In one project, the API itself was straightforward, but success depended on close coordination across teams. We were building a new order workflow, and the frontend team needed stable response shapes early to build the UI, while QA needed testable scenarios and the backend team was still refining the business rules. I organized short working sessions instead of relying only on ticket comments, which helped us catch mismatched assumptions quickly. For example, we discovered that the frontend expected a single error message, while the backend was returning field-level validation errors. We agreed on a format that supported both. I also shared sample payloads and edge-case examples so QA could create better test coverage before final implementation. The main lesson for me was that API development is collaborative by nature. When teams communicate early and concretely, you avoid late surprises and reduce rework.
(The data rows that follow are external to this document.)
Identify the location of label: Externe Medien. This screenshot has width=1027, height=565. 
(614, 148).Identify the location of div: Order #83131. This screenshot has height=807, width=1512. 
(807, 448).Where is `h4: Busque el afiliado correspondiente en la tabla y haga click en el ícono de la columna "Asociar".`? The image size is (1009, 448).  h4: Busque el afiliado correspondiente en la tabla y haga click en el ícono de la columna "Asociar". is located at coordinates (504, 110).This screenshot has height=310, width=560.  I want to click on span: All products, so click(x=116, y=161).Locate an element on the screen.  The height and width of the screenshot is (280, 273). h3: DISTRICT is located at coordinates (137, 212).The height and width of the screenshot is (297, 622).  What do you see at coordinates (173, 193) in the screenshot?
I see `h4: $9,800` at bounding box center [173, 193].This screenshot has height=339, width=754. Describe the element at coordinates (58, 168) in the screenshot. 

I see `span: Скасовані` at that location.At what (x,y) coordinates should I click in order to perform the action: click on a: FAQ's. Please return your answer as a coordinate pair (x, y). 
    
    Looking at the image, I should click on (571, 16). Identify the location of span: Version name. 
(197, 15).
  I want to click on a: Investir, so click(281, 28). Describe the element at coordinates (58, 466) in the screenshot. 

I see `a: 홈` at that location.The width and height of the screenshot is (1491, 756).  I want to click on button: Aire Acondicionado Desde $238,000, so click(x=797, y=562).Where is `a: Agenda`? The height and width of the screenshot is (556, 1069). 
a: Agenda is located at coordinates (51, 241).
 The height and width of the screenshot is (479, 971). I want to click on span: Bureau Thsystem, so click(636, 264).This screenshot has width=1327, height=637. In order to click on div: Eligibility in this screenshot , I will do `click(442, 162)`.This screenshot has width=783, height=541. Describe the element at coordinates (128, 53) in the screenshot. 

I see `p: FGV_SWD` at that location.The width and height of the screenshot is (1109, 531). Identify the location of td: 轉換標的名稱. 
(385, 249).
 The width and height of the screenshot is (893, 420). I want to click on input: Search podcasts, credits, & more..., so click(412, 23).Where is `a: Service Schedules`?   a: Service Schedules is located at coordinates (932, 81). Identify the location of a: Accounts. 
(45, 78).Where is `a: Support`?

I try to keep that coordination lightweight but frequent, especially when multiple consumers depend on the same contract.

Question 9

Difficulty: medium

How do you approach API testing to make sure an endpoint is reliable before release?

Sample answer

I like to think about API testing at several levels. First, I write unit tests around core business logic so I know the service behaves correctly under normal and edge conditions. Then I add integration tests to validate the API layer, persistence, authentication, and any downstream dependencies. For critical endpoints, I also create contract-focused tests that verify request and response shapes so consumers are protected from accidental breaking changes. Beyond that, I test negative scenarios deliberately: invalid inputs, unauthorized access, missing fields, rate limits, and timeout behavior. If the API touches other services, I like to use test doubles or controlled environments so I can isolate failures and understand what the endpoint actually depends on. I also pay attention to performance testing for high-traffic routes, because a functionally correct endpoint can still fail if it does not scale. My goal is to have enough automated coverage that releases feel routine rather than risky.

Question 10

Difficulty: hard

If an API consumer says your endpoint is too slow, how would you investigate and improve it?

Sample answer

I would start by clarifying what “slow” means in context: average latency, p95 latency, time to first byte, or occasional spikes. Once I know the pattern, I would compare request traces, logs, and metrics to see whether the delay is inside the API layer, in a database query, in downstream calls, or in serialization and transformation logic. I also like to reproduce the issue with representative data because performance problems often appear only at scale or with certain inputs. If the bottleneck is a query, I examine indexing and query shape first. If it is a downstream dependency, I look at caching, batching, parallelism, or fallbacks. Sometimes the fix is architectural, and sometimes it is just removing unnecessary work from the response path. I also want to validate the improvement with numbers, not assumptions, so I measure before and after changes. In my experience, the best performance work combines profiling, practical tradeoffs, and close attention to real usage patterns.